Quantitative Data
Quantitative data is data made up of numbers that represent counts or measurements. Examples include height, temperature, number of siblings, and test scores — anything where the values are numerical and mathematical operations like finding the mean make sense.
Quantitative data (also called numerical data) consists of values that represent measurable quantities and on which arithmetic operations can meaningfully be performed. Quantitative data is classified into two subtypes: discrete data, which takes on countable values (often integers), and continuous data, which can take on any value within a range. This stands in contrast to categorical (qualitative) data, where values represent categories or labels rather than quantities.
Example
Problem: A teacher records the following information about 5 students: name, eye color, height (cm), number of pets, and favorite subject. Identify which variables are quantitative and classify them as discrete or continuous.
Step 1: List each variable and ask: does the value represent a number that results from counting or measuring? Name is text, so it is not quantitative. Eye color is a category, so it is not quantitative.
Step 2: Height (cm) is a measurement expressed as a number. You can meaningfully compute an average height. This is quantitative.
Step 3: Number of pets is a count expressed as a number (0, 1, 2, …). You can add or average these values. This is quantitative.
Step 4: Favorite subject is a category (e.g., "Math," "English"), not a number. It is not quantitative.
Step 5: Now classify the two quantitative variables. Height can take any value in a range (e.g., 162.3 cm), so it is continuous. Number of pets can only be whole numbers, so it is discrete.
Answer: Height (continuous quantitative) and number of pets (discrete quantitative) are the two quantitative variables.
Visualization
Why It Matters
Recognizing whether data is quantitative is one of the first decisions you make in any statistical analysis. It determines which graphs you can use (histograms and boxplots for quantitative data, bar charts for categorical data) and which summary statistics are appropriate. In AP Statistics, correctly identifying the type of data guides every step from exploration through inference.
Common Mistakes
Mistake: Treating numerical codes as quantitative data
Correction: A variable like zip code or jersey number uses digits, but the values are labels — averaging them is meaningless. If arithmetic on the values doesn't make sense, the data is categorical, not quantitative.
Mistake: Confusing discrete and continuous
Correction: Discrete quantitative data comes from counting (number of students, number of defects) and takes separated values. Continuous quantitative data comes from measuring (weight, time, distance) and can, in principle, take any value within an interval.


Determine how many lines in the records include "badge". Write the number and nothing more.

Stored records
|---|

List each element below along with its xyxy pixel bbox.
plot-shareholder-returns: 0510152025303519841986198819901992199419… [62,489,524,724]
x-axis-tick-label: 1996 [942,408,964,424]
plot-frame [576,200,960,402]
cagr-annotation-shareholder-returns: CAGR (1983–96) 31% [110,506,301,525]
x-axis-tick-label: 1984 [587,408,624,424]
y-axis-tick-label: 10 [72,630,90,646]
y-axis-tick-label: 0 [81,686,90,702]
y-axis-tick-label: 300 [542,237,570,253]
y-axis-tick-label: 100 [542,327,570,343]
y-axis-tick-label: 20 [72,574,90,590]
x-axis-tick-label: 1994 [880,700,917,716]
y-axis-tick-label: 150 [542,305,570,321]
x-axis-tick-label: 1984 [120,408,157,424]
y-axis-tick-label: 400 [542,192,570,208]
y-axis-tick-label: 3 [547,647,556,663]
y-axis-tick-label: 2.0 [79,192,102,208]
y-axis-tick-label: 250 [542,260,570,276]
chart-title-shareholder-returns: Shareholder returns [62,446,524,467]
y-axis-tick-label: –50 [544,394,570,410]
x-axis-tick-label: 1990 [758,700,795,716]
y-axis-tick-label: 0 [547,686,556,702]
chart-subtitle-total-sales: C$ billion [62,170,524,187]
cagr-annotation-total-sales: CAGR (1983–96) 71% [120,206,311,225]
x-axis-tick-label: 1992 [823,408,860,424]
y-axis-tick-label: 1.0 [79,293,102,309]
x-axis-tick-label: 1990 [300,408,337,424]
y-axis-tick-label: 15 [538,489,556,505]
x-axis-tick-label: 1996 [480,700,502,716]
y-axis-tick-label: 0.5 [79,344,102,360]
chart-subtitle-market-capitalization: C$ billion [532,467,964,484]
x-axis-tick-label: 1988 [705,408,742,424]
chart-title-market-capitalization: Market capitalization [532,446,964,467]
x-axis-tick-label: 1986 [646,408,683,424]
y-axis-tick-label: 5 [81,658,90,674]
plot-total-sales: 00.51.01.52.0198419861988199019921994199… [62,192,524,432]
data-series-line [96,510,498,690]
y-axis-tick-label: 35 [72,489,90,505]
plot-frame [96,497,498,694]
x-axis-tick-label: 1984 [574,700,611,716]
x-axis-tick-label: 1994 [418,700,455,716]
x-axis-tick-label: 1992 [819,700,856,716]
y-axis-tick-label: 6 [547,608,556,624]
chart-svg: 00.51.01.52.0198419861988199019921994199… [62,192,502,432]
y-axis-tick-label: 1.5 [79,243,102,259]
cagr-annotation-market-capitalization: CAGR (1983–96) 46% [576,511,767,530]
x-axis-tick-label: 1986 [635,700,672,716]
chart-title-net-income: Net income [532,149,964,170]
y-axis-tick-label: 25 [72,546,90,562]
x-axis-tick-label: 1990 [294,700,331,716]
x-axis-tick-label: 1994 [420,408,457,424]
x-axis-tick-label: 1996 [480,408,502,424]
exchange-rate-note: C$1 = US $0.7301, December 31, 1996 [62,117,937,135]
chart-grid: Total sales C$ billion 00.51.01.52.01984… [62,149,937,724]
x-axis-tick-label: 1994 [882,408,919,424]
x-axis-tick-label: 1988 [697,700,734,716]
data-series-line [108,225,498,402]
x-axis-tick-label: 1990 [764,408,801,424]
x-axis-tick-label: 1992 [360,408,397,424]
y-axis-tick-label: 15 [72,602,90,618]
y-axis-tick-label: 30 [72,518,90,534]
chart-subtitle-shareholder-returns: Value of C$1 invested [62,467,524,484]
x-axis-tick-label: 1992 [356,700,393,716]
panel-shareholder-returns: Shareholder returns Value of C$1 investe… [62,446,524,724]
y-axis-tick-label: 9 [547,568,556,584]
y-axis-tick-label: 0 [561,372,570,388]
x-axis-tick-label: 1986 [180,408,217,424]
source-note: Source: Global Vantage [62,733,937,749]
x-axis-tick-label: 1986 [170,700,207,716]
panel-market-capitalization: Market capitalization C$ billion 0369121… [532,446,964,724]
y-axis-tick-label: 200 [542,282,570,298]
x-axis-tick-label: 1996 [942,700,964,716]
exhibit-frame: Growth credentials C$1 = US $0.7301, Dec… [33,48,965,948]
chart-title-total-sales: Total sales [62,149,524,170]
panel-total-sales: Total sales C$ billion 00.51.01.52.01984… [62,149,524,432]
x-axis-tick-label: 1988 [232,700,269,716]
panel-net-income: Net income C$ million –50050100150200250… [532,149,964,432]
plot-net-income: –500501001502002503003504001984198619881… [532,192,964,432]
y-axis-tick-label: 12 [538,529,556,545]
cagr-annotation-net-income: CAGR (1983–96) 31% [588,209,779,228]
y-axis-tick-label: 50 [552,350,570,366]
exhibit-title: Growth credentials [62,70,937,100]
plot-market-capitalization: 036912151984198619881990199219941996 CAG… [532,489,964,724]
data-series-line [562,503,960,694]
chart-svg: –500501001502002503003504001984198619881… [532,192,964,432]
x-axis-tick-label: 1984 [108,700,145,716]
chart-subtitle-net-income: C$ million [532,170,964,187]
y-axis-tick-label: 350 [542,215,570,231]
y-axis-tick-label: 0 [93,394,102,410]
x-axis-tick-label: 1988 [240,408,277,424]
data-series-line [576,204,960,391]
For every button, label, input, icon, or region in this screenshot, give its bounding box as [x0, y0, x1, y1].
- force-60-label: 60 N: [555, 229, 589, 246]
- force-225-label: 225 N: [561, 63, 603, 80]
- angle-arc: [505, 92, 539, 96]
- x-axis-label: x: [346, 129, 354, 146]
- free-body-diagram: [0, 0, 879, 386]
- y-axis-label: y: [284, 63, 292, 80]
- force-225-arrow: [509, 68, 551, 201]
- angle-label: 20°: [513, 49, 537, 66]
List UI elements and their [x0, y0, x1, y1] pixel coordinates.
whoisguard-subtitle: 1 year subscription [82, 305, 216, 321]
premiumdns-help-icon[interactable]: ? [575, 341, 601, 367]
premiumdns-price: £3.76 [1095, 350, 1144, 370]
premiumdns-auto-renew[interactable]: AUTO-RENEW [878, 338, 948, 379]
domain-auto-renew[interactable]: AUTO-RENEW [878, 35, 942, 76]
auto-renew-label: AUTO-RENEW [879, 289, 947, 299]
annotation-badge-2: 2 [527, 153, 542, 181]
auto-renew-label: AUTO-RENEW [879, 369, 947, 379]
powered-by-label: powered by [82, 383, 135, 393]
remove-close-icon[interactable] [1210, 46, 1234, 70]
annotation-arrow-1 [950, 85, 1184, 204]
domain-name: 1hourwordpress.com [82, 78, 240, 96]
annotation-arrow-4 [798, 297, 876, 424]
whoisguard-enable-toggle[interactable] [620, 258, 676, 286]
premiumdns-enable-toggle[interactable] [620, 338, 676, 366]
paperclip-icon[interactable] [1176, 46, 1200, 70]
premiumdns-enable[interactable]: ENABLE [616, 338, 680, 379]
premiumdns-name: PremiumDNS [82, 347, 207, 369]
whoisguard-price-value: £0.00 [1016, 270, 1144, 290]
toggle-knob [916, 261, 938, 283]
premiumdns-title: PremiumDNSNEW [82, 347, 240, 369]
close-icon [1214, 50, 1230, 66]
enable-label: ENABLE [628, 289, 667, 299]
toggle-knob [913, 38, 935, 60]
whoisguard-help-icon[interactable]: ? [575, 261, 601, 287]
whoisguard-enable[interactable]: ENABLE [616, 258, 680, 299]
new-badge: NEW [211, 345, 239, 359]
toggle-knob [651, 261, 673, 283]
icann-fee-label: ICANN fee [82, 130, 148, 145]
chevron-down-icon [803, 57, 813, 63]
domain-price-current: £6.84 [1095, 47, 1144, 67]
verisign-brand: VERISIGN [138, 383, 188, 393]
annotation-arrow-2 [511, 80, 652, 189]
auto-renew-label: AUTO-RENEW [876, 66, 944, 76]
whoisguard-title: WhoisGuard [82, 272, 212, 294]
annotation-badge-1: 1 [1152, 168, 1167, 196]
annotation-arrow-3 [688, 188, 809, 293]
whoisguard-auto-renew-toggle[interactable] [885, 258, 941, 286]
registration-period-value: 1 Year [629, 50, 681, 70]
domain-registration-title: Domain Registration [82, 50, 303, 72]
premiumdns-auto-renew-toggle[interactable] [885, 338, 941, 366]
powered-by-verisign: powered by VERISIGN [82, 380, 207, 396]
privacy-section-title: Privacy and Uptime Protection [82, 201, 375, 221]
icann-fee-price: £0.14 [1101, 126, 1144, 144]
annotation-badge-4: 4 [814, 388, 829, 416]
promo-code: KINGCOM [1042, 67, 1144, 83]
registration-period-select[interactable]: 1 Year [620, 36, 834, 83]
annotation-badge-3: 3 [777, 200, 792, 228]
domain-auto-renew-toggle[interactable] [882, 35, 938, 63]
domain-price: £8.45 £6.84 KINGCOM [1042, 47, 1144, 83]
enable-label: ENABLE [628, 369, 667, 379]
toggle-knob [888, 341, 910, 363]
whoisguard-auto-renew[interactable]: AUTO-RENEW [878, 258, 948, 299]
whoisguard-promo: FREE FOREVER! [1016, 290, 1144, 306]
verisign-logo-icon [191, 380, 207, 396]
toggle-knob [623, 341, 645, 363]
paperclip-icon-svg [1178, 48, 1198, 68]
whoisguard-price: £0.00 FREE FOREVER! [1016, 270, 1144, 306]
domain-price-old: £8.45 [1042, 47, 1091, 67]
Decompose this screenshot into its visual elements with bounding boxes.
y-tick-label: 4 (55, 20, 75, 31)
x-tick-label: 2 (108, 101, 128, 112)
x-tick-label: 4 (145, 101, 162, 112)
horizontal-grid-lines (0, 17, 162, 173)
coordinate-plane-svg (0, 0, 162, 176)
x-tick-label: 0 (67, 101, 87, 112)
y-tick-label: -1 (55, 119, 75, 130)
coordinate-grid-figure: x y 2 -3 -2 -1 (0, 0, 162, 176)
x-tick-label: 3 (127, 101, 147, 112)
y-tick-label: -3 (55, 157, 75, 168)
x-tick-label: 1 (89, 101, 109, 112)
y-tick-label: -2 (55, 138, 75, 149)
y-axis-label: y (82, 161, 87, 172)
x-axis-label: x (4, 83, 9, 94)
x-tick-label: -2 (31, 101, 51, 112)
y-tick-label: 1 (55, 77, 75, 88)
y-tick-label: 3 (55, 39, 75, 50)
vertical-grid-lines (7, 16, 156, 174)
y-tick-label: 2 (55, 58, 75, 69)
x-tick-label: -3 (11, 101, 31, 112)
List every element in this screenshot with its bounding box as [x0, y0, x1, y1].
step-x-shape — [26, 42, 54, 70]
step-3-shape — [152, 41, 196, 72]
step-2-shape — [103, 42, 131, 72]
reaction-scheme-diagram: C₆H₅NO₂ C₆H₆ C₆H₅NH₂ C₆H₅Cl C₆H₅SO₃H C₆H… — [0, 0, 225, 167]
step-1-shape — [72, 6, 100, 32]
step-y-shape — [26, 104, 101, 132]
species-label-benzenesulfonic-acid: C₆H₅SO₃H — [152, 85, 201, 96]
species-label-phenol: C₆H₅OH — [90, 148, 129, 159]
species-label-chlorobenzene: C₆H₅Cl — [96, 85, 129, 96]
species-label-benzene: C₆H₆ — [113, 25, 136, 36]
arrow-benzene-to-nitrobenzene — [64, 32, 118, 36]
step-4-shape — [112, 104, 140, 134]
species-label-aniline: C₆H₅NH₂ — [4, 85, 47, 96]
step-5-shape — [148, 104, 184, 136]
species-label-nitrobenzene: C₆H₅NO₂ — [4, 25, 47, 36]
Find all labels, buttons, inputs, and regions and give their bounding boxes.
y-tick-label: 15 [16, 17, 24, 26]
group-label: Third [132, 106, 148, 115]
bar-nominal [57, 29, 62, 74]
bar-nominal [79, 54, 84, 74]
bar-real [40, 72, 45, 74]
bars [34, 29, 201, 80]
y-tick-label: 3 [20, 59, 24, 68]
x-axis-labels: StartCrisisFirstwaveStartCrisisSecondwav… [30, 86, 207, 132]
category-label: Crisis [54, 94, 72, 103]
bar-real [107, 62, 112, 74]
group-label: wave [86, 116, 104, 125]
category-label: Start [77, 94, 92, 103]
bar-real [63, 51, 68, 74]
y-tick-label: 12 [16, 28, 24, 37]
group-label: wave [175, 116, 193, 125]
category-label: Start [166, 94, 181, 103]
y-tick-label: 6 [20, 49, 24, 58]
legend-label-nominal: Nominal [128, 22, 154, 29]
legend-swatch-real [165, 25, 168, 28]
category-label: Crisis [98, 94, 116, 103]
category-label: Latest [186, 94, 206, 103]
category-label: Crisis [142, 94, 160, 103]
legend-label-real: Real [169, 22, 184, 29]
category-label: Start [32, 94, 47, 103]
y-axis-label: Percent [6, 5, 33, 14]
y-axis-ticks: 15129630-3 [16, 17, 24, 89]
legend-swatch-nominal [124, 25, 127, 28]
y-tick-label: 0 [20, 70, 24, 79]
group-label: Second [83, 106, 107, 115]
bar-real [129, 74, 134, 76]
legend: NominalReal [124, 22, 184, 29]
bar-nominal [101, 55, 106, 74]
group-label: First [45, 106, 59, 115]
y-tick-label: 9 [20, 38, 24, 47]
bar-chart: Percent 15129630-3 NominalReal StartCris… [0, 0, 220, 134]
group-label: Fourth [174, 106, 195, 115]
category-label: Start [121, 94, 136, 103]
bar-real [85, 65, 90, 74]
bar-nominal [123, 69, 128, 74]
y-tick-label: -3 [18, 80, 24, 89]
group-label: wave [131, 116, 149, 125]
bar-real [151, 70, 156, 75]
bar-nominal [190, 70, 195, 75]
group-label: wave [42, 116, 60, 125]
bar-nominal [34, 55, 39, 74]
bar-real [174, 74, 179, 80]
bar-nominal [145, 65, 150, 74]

|---|

Result for this exercise: 5